Matekoni. “I have told the butcher to bring the car round here next week,
and I shall start to fix it for him. I shall have to order special parts, but I
think I know where I can find them. There is a man in Mafikeng who knows all
about these old cars and the parts they need. I shall ask him.”

Mma Ramotswe nodded. “That will be a kind thing to do,” she
said. “But I was really thinking that you would have to do something
about First Class Motors. They are the ones who have been cheating him. And
they will be cheating others.”

Mr J.L.B. Matekoni looked
thoughtful. “But I don’t know what I can do about them,” he
said. “You can’t make good mechanics out of bad ones. You cannot
teach a hyena to dance.”

“Hyenas have nothing to do with
it,” said Mma Ramotswe firmly. “But jackals do. Those men in that
garage are jackals. You will have to stop them.”

Mr J.L.B.
Matekoni felt alarmed. Mma Ramotswe was right about those mechanics, but he
really did not see what he could do to stop them. There was no Chamber of
Mechanics to which he could complain (Mr J.L.B. Matekoni had often thought that
a Chamber of Mechanics would have been a good idea), and he had no proof that
they had committed a crime.

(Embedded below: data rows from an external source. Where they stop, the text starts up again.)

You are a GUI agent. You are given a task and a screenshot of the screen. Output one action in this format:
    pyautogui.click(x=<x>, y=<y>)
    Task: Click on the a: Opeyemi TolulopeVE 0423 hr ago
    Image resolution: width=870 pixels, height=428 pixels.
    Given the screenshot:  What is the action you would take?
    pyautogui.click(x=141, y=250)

He would never be able to convince the police that
fraud had been perpetrated because there would be no proof of what they had
said to the butcher. They could argue that they had told him all along that
they would have to put in substitute parts, and there would be many other
mechanics who could go into court and testify that this was a reasonable thing
for any mechanic to do in the circumstances. And if there were no help from the
police, then Mr J.L.B. Matekoni would have to speak to the manager of First
Class Motors, and he did not relish the prospect of that. This man had an
unpleasant look on his face and was known to be something of a bully. He would
not stand for allegations being made by somebody like Mr J.L.B. Matekoni, and
the situation could rapidly turn threatening. It was all very well, then, for
Mma Ramotswe to tell him to go and deal with the dishonest garage, but she did
not understand that one could not police the motor trade single-handed.